Listed entries:

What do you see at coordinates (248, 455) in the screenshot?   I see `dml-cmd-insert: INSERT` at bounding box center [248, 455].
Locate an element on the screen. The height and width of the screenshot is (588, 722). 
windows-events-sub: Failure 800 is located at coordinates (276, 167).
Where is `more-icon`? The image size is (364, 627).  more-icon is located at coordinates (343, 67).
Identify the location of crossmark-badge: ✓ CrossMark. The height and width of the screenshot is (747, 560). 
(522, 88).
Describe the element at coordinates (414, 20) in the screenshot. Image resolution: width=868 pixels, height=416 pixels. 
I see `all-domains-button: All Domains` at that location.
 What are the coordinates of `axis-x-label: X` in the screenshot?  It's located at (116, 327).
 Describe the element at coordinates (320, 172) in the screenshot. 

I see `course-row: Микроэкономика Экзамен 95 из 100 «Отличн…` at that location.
--
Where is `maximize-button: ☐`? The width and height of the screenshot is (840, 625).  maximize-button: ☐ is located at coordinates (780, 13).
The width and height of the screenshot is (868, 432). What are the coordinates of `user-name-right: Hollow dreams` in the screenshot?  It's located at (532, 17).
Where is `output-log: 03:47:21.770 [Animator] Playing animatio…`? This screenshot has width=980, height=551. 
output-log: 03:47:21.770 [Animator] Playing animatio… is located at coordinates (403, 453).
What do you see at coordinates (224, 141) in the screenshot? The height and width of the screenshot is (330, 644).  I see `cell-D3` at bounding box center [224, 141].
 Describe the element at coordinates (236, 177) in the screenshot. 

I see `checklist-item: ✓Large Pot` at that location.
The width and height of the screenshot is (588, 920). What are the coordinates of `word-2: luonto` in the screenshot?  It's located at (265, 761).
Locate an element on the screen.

Problem to solve: Wherever the word "bounding" appears in a line of the data above, copy that line.

Result of this exercise:
What do you see at coordinates (248, 455) in the screenshot?   I see `dml-cmd-insert: INSERT` at bounding box center [248, 455].
What do you see at coordinates (224, 141) in the screenshot? The height and width of the screenshot is (330, 644).  I see `cell-D3` at bounding box center [224, 141].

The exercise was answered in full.